Natalia Goncharova: Luboks, Icons And Russian Avant-Gardism – Edward Lucie-Smith

Natalia Goncharova at Tate Modern, 2019. Photo: © Tate Photography (Matt Greenwood)

Born in 1881, Natalia Goncharova was a full generation older than Lee Krasner and came from a very different background from that of Krasner’s Jewish parentage. She was born in 1881, the same year as Picasso. Her family was somewhat impoverished aristocrats, but her father was a successful architect. There was the family estate – from living there, she learned something about the lives of the peasants who lived there.

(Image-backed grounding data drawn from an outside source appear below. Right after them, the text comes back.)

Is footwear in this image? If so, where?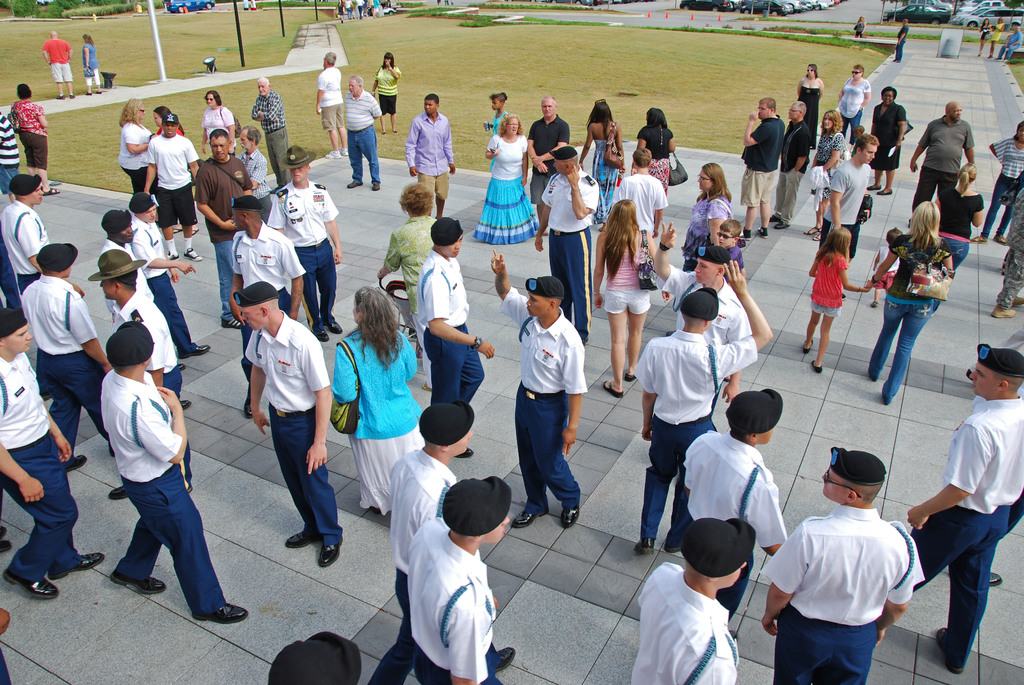
Yes, at 42/188/60/196.
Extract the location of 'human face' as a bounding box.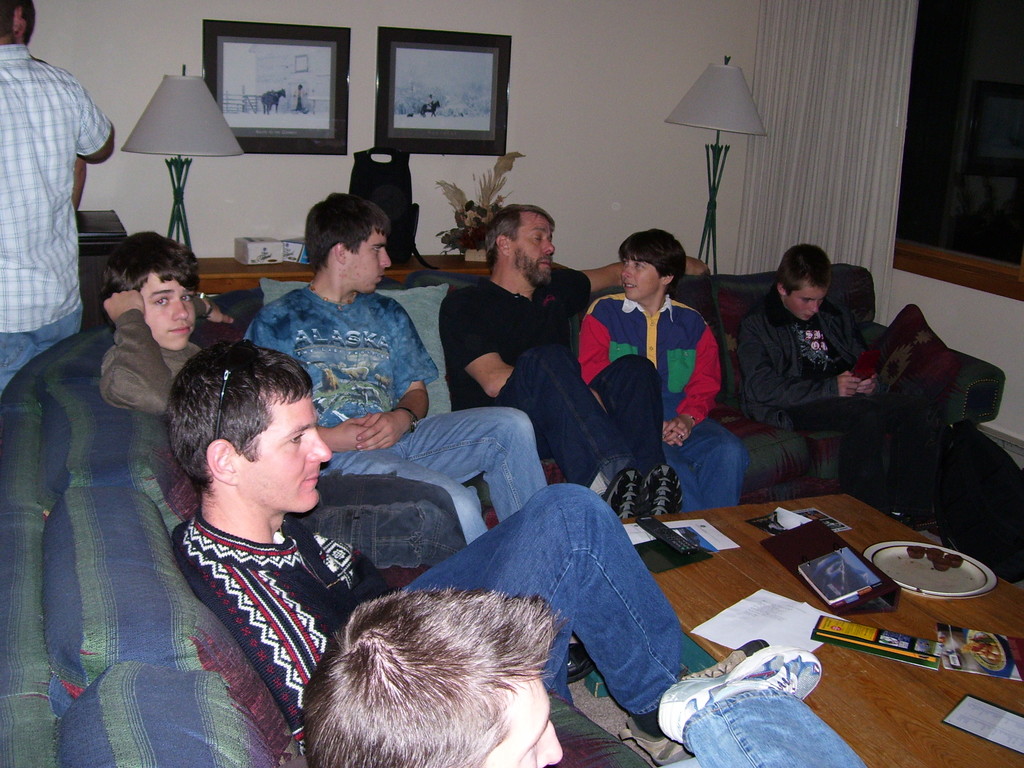
[left=509, top=217, right=555, bottom=284].
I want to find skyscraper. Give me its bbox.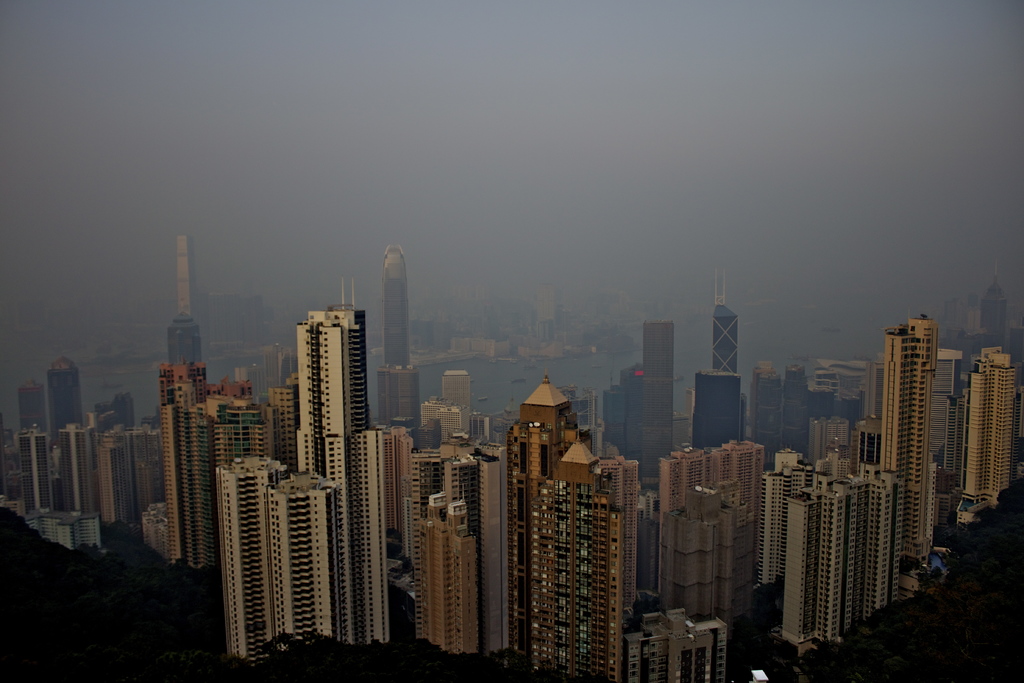
280:355:307:469.
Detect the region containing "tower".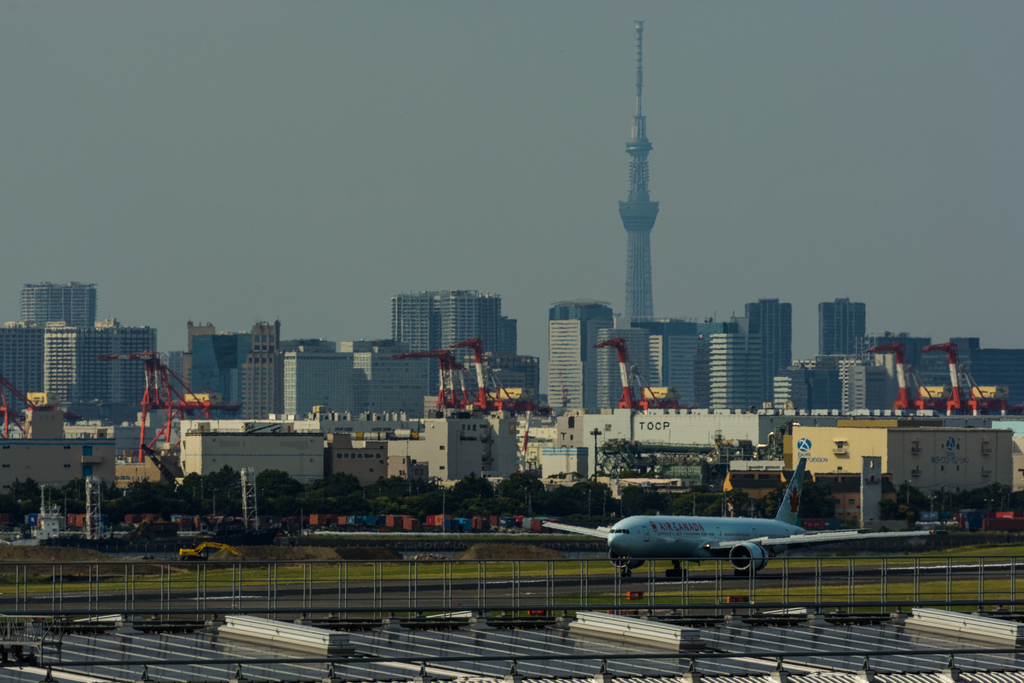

Goncharova rapidly became a heroine of the growing rebellion against the cultural establishment

Wikipedia concludes that “photographs of her in the family estate show her wearing peasant clothes in combination with city shoes.” She had a rigorous professional training at the Moscow Institute of Painting, Sculpture, and Architecture, and by 1903 was showing her work in major Russian salons. In that year she was awarded a silver medal for sculpture. She soon moved into progressive circles. Together with her partner and fellow artist Mikhail Larionov, Goncharova became a member of the Jack of Diamonds, the first avant-garde art group to appear in Russia. The group’s initial exhibition took place in 1910.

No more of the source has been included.